17. Homework
• Take your model and render it using
perspective projection.
• Make more than one appear on the screen
in different places, sizes, rotations.
• Bonus points if you animate it.
Notas do Editor
Z goes negative away from the camera. This is the coordinates you start with before you have three transformations - the View, Model and Projection.
View Transformation - represents the camera. You must specify the view transformation before any others, because all other transformations are relative to it. Typically at 0,0,0 going down the z axis.
Models. This is what you’ll primarily be doing. Translate - then rotate! If you rotate first you are changing the coordinate system. You’ll move differently than you think.
MODELVIEW:
If you imagine the camera as an invisible object, there’s really no difference. No difference in moving camera in negative z, or moving the scene in positive z.
By convention the initial transformation provides a frame of reference for all further transformations.
MODELVIEW
Imagine the camera is an invisible object that you place first.
So each vertex you specify is represented, internally, as a 1x4 matrix. This is multiplied first by the ModelView matrix. That yields a transformed eye coordinate. That is then Multiplied by the Projection matrix. That gives you the coordinates before clipping. It gets clipped (perspective division) and finally transformed again to the viewport. Fortunately you only worry about the first two steps.
The identity matrix. Resets the matrices.
OpenGL Supports Matrix Stacks as well - you can push and pop if you like, useful if you’ve already calculated a bunch of transforms and don’t want to mess up.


### Instructions to follow
For this item, repeat the material exactly while omitting its pictures.

── Extracted data

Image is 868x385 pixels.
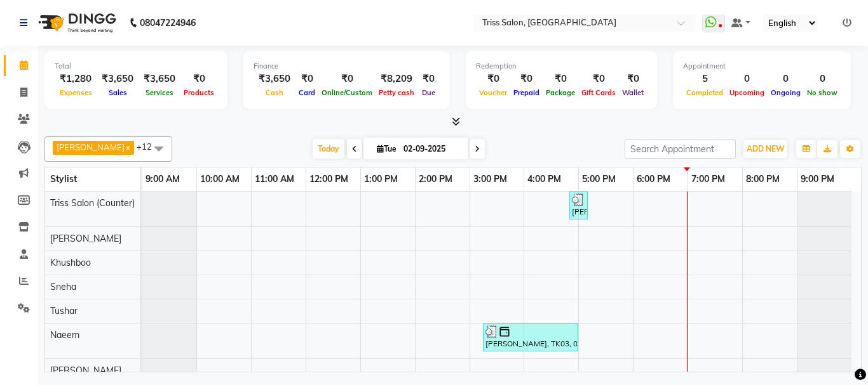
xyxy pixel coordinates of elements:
[253,72,295,86] div: ₹3,650
[683,89,726,97] span: Completed
[747,144,784,153] span: ADD NEW
[543,89,578,97] span: Package
[97,72,138,86] div: ₹3,650
[578,72,619,86] div: ₹0
[683,61,840,72] div: Appointment
[376,89,418,97] span: Petty cash
[683,72,726,86] div: 5
[50,365,121,376] span: [PERSON_NAME]
[252,170,298,189] a: 11:00 AM
[400,140,463,159] input: 2025-09-02
[579,170,619,189] a: 5:00 PM
[32,5,119,40] img: logo
[138,72,180,86] div: ₹3,650
[578,89,619,97] span: Gift Cards
[510,89,543,97] span: Prepaid
[634,170,673,189] a: 6:00 PM
[263,89,286,97] span: Cash
[56,142,124,153] span: [PERSON_NAME]
[313,139,344,159] span: Today
[50,305,78,317] span: Tushar
[376,72,418,86] div: ₹8,209
[50,233,121,244] span: [PERSON_NAME]
[50,173,77,185] span: Stylist
[295,89,318,97] span: Card
[373,144,400,153] span: Tue
[543,72,578,86] div: ₹0
[768,72,804,86] div: 0
[124,142,131,153] a: x
[50,198,135,209] span: Triss Salon (Counter)
[415,170,456,189] a: 2:00 PM
[318,72,376,86] div: ₹0
[470,170,510,189] a: 3:00 PM
[137,142,161,152] span: +12
[619,72,646,86] div: ₹0
[197,170,243,189] a: 10:00 AM
[50,257,91,269] span: Khushboo
[744,140,787,158] button: ADD NEW
[253,61,440,72] div: Finance
[306,170,351,189] a: 12:00 PM
[318,89,376,97] span: Online/Custom
[804,72,840,86] div: 0
[140,5,195,40] b: 08047224946
[142,89,176,97] span: Services
[361,170,401,189] a: 1:00 PM
[688,170,728,189] a: 7:00 PM
[726,89,768,97] span: Upcoming
[484,326,577,349] div: [PERSON_NAME], TK03, 03:15 PM-05:00 PM, Head Massage,Iron / Curls,Basic - Combo
[55,61,218,72] div: Total
[476,61,646,72] div: Redemption
[56,89,95,97] span: Expenses
[476,89,510,97] span: Voucher
[142,170,183,189] a: 9:00 AM
[180,72,218,86] div: ₹0
[726,72,768,86] div: 0
[180,89,218,97] span: Products
[55,72,97,86] div: ₹1,280
[619,89,646,97] span: Wallet
[510,72,543,86] div: ₹0
[419,89,438,97] span: Due
[50,330,79,341] span: Naeem
[476,72,510,86] div: ₹0
[804,89,840,97] span: No show
[768,89,804,97] span: Ongoing
[525,170,564,189] a: 4:00 PM
[50,281,76,293] span: Sneha
[798,170,837,189] a: 9:00 PM
[418,72,440,86] div: ₹0
[105,89,131,97] span: Sales
[743,170,783,189] a: 8:00 PM
[570,194,586,217] div: [PERSON_NAME], TK02, 04:50 PM-05:05 PM, Threading
[295,72,318,86] div: ₹0
[624,139,736,159] input: Search Appointment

────

### Finished exercise
Image is 868x385 pixels.
xyxy pixel coordinates of elements:
[253,72,295,86] div: ₹3,650
[683,89,726,97] span: Completed
[747,144,784,153] span: ADD NEW
[543,89,578,97] span: Package
[97,72,138,86] div: ₹3,650
[578,72,619,86] div: ₹0
[683,61,840,72] div: Appointment
[376,89,418,97] span: Petty cash
[683,72,726,86] div: 5
[50,365,121,376] span: [PERSON_NAME]
[252,170,298,189] a: 11:00 AM
[400,140,463,159] input: 2025-09-02
[579,170,619,189] a: 5:00 PM
[32,5,119,40] img: logo
[138,72,180,86] div: ₹3,650
[578,89,619,97] span: Gift Cards
[510,89,543,97] span: Prepaid
[634,170,673,189] a: 6:00 PM
[263,89,286,97] span: Cash
[56,142,124,153] span: [PERSON_NAME]
[313,139,344,159] span: Today
[50,305,78,317] span: Tushar
[376,72,418,86] div: ₹8,209
[50,233,121,244] span: [PERSON_NAME]
[50,173,77,185] span: Stylist
[295,89,318,97] span: Card
[373,144,400,153] span: Tue
[543,72,578,86] div: ₹0
[768,72,804,86] div: 0
[124,142,131,153] a: x
[50,198,135,209] span: Triss Salon (Counter)
[415,170,456,189] a: 2:00 PM
[318,72,376,86] div: ₹0
[470,170,510,189] a: 3:00 PM
[137,142,161,152] span: +12
[619,72,646,86] div: ₹0
[197,170,243,189] a: 10:00 AM
[50,257,91,269] span: Khushboo
[744,140,787,158] button: ADD NEW
[253,61,440,72] div: Finance
[306,170,351,189] a: 12:00 PM
[318,89,376,97] span: Online/Custom
[804,72,840,86] div: 0
[140,5,195,40] b: 08047224946
[142,89,176,97] span: Services
[361,170,401,189] a: 1:00 PM
[688,170,728,189] a: 7:00 PM
[726,89,768,97] span: Upcoming
[484,326,577,349] div: [PERSON_NAME], TK03, 03:15 PM-05:00 PM, Head Massage,Iron / Curls,Basic - Combo
[55,61,218,72] div: Total
[476,61,646,72] div: Redemption
[56,89,95,97] span: Expenses
[476,89,510,97] span: Voucher
[142,170,183,189] a: 9:00 AM
[180,72,218,86] div: ₹0
[726,72,768,86] div: 0
[180,89,218,97] span: Products
[55,72,97,86] div: ₹1,280
[619,89,646,97] span: Wallet
[510,72,543,86] div: ₹0
[419,89,438,97] span: Due
[50,330,79,341] span: Naeem
[476,72,510,86] div: ₹0
[804,89,840,97] span: No show
[768,89,804,97] span: Ongoing
[525,170,564,189] a: 4:00 PM
[50,281,76,293] span: Sneha
[798,170,837,189] a: 9:00 PM
[418,72,440,86] div: ₹0
[105,89,131,97] span: Sales
[743,170,783,189] a: 8:00 PM
[570,194,586,217] div: [PERSON_NAME], TK02, 04:50 PM-05:05 PM, Threading
[295,72,318,86] div: ₹0
[624,139,736,159] input: Search Appointment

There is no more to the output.